KAMPALA/UGANDA:
Kyambogo University in Uganda has teamed up with the University of Gothenburg and the Swedish University of Agricultural Sciences to skill scientists in translating research findings into policy and practice
The four-day training kicks off at Royal Suites, Bugolobi on March 26, 2023.
Research Finds News has established that the training course is specifically designed for researchers drawn from across Africa, to train in translating research into policy briefs and press releases.
The other African countries that will be joining the course are Burkina Faso, Ethiopia, Tanzania, Kenya, Zimbabwe, and South Africa.
Dr. Judith Irene Nagasha, Prof. Bosco Bua, and Dr, Wilson Mugizi, the implementing team for Kyambogo University believe that this course will prompt Ugandan researchers to be policy-minded researchers.
Dr. Judith Irene Nagasha, one of the course coordinators, says the training aims to strengthen individual skills and capacities, and national and regional networks, for enhanced policy engagement and science-based sustainable agriculture and food security.
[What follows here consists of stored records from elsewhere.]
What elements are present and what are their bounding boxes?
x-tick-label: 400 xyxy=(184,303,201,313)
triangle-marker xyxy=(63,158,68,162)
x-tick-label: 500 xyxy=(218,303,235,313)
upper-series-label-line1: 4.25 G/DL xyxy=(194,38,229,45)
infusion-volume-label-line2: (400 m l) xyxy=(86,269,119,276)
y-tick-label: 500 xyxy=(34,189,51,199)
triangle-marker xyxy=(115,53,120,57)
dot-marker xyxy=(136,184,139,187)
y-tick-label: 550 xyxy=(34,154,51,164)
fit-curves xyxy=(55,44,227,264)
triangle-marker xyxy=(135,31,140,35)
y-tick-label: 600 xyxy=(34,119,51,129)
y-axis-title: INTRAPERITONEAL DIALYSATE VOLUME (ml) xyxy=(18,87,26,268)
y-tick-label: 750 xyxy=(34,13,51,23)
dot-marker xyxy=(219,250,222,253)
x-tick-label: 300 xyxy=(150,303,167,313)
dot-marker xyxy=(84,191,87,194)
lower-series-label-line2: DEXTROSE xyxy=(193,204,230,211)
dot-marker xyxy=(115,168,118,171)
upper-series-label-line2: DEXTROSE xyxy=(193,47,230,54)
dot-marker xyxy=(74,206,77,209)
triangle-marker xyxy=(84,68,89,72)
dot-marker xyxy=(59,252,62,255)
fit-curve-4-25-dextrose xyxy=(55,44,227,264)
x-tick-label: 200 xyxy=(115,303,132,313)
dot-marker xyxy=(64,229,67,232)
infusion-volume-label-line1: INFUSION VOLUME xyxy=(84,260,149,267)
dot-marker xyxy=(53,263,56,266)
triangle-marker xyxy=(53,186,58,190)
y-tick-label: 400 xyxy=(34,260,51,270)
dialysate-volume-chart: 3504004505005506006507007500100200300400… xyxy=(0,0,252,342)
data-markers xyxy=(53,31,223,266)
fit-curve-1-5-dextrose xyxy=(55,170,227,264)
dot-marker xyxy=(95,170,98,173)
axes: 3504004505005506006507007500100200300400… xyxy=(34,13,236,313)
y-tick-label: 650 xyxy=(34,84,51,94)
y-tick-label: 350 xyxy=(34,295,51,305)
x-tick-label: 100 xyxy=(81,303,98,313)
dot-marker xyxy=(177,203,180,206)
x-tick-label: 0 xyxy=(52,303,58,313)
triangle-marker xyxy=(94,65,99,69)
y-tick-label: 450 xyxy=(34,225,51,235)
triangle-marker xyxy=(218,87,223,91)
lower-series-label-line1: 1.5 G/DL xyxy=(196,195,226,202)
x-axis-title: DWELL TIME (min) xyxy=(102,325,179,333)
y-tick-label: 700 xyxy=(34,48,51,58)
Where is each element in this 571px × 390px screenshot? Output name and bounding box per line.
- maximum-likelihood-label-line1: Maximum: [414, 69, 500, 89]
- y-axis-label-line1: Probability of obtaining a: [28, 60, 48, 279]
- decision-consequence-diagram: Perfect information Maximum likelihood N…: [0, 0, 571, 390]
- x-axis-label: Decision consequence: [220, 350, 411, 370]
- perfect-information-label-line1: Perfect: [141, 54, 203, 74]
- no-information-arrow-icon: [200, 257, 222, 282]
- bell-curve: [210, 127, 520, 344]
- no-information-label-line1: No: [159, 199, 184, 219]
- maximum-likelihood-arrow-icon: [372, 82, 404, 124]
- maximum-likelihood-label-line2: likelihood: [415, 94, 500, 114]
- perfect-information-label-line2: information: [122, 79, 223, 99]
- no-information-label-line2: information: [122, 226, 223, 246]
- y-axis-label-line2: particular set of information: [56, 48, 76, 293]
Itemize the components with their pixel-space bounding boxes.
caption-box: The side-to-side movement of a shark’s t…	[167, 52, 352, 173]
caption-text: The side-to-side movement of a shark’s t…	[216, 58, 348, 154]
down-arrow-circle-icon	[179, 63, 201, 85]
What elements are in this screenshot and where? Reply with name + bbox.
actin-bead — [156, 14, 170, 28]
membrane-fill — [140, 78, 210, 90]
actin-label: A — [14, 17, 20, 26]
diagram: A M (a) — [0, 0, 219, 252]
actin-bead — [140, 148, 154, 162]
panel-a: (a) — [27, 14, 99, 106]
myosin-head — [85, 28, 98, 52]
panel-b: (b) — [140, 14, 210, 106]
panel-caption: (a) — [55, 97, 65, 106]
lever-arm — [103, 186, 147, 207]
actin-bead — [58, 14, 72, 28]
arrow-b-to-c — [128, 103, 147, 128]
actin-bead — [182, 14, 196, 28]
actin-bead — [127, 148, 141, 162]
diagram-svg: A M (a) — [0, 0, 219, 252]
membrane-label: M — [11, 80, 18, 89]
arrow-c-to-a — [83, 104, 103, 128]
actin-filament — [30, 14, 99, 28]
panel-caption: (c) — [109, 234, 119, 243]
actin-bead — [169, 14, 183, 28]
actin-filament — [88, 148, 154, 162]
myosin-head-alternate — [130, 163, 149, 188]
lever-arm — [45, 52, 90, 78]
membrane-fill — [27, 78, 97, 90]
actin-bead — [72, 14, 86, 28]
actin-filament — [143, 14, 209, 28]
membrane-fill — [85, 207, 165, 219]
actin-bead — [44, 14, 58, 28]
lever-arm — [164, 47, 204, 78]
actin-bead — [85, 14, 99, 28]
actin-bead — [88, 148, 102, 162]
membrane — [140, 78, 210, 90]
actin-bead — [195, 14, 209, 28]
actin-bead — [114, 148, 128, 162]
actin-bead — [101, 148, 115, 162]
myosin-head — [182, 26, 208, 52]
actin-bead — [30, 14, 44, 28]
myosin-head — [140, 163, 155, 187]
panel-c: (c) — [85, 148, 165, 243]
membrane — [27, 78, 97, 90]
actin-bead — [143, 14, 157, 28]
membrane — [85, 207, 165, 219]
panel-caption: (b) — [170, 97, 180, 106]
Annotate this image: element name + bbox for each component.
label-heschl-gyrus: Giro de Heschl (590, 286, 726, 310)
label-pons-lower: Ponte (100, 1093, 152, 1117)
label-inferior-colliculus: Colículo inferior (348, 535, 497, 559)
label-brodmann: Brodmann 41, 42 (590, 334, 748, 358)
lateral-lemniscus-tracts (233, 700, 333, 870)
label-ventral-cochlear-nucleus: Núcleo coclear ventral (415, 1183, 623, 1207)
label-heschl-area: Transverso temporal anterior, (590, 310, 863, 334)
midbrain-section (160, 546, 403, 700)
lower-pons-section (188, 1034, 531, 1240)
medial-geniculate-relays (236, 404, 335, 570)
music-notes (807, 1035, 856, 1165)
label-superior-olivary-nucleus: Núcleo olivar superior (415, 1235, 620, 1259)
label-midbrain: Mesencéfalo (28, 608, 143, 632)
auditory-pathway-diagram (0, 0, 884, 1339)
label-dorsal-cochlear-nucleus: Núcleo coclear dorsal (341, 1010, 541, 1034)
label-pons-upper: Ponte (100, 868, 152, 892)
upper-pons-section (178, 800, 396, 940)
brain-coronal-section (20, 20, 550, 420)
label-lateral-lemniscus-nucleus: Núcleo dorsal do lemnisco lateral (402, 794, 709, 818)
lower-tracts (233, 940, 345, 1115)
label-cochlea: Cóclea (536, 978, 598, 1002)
“The translation of research into policy and practice is a daunting task globally and more especially in Africa. Therefore, the course aims at enhancing the researchers’ understanding of the science-policy interface, risks, constraints, and opportunities, learning how to conduct effective research-policy engagement, and improving their research-to-policy communication skills,” she says.
Research Finds News has indeed learned that the trainees will be equipped with appropriate skills to be able to obtain buy-in from leaders, practitioners, and community stakeholders, and successfully engage in translating their research findings to inform policy and practice.
Scientific research is critical to help us navigate our ever-changing world. Without it, we would have to rely on people’s opinions, our intuitions, and luck. Systematic scientific research offers us an objective understanding because scientific knowledge is grounded in objective, tangible evidence.
Even with this kind of research being undertaken by Ugandan researchers, the coordinators of the course say, the effect of this research on policy-making in Africa is still low.
It is against this background that training hopes to inspire a new generation of researchers whose works can be translated into policy.
Course Outcomes:
The course facilitators hope that once the research is well translated into policy and practice, the leaders, practitioners, community stakeholders, and civil society organizations will be able to support policy development, enactment, and implementation to enhance food security and strengthen health systems among others.
“Scientists and researchers not only have an important role to play in informing and influencing policy formulation, implementation, and monitoring and evaluation, but also informing those affected by the policies,” Dr. Nagasha adds.
According to Dr. Nagasha, participants will be skilled in the presentation of scientific results, understand and describe their roles in policy-making processes, present an overview of the policy landscape relevant to their research, possible research-policy linkages and different models for policy engagement, how to engage social media to communicate policy briefs in the form of press releases and posters.
“There is increased demand for universities to carry out more relevant and impactful research that can be translated into policy and practice. However, uptake of research into practice has been slow many times with some generated knowledge becoming obsolete even before it is used which makes policy development processes continue to be haphazard,” she observes.
According to Dr. Nagasha, the course will solve this problem by helping researchers benefit from increased policy engagement and contribute to improved planning, decision-making, and investment by enhancing their research communication.
“Researchers will be able to take more or less active roles in outreach work, dissemination of new findings, and policy engagement,” she says.
Course Duration
The course was designed for the years; 2022 and 2023. The first cohort trained in 2022 and the program is now running the second cohort which will spend four days in face-to-face sessions and the rest of the interactions will be online.
Facilitators
The course facilitators include the Vice Chancellor of Kyambogo University, Prof Eli Katunguka-Rwakishaya as host. The others are:
The AgriFose2030 Programme Director; Ass. Prof. Sofia Boqvist, Dr. Judith Irene Nagasha from Kyambogo Univerisity, Dr. Anders Ekbom from the University of Gothenburg, Dr. Daniel Slunge from the University of Gothenburg, Mr. Alex Muhwezi from Future Dialogue International, Ms. Petra Hansson from the University of Gothenburg, Ms. Betty Kyakuwa from Makerere University, Dr. Simon Peter Musinguzi from Kyambogo University, Ms. Milcah Ng’endo Machua, a Communications Officer at Stockholm Environment Institute and Mr. Arinaitwe Rugyendo, a Ph.D. Fellow at the Department of Journalism and Communication, Makerere University, also Managing Editor Research Finds News website.
The course is organized by the University of Gothenburg, Sweden, and the Swedish University of Agricultural Sciences within the Agriculture for Food Security 2030 (AgriFoSe2030) program, in collaboration with Kyambogo University, Uganda, with funding from the Swedish International Development Agency (SIDA).
Dr. Nagasha says after the course, the AgriFoSe2030 program’s modules will be migrated to Kyambogo University for sustainability and scalability.